Commit 2a4c21bb586c2c5afb8550b88cbfd9dd15d433c5 in lucene's branch 
refs/heads/main from Adrien Grand
[ https://gitbox.apache.org/repos/asf?p=lucene.git;h=2a4c21bb586 ]

LUCENE-8836: Speed up TermsEnum#lookupOrd on increasing sequences of ords. 
(#827)



> Optimize DocValues TermsDict to continue scanning from the last position when 
> possible
> --------------------------------------------------------------------------------------
>
>                 Key: LUCENE-8836
>                 URL: https://issues.apache.org/jira/browse/LUCENE-8836
>             Project: Lucene - Core
>          Issue Type: Improvement
>            Reporter: Bruno Roustant
>            Priority: Major
>              Labels: docValues, optimization
>          Time Spent: 2h 40m
>  Remaining Estimate: 0h
>
> Lucene80DocValuesProducer.TermsDict is used to lookup for either a term or a 
> term ordinal.
> Currently it does not have the optimization the FSTEnum has: to be able to 
> continue a sequential scan from where the last lookup was in the IndexInput. 
> For sparse lookups (when searching only a few terms or ordinal) it is not an 
> issue.

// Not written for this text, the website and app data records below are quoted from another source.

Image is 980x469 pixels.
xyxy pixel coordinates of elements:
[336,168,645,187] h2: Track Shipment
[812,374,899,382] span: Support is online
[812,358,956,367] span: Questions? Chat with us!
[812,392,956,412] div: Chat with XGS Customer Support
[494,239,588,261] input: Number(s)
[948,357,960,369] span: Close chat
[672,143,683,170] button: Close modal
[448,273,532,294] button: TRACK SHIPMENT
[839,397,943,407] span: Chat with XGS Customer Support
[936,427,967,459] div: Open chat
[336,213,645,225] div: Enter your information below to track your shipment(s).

But for multiple lookups in a row this optimization could save 
> re-scanning all the terms from the block start (since they are delat encoded).
> This patch proposes the optimization.
> To estimate the gain, we ran 3 Lucene tests while counting the seeks and the 
> term reads in the IndexInput, with and without the optimization:
> TestLucene70DocValuesFormat - the optimization saves 24% seeks and 15% term 
> reads.
> TestDocValuesQueries - the optimization adds 0.7% seeks and 0.003% term reads.

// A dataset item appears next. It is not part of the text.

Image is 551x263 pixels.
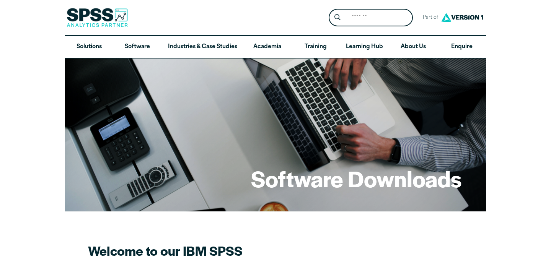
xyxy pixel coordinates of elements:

> TestDocValuesRewriteMethod.testRegexps - the optimization saves 71% seeks and 
> 82% term reads.
> In some cases, when scanning many terms in lexicographical order, the 
> optimization saves a lot. In some case, when only looking for some sparse 
> terms, the optimization does not bring improvement, but does not penalize 
> neither. It seems to be worth to always have it.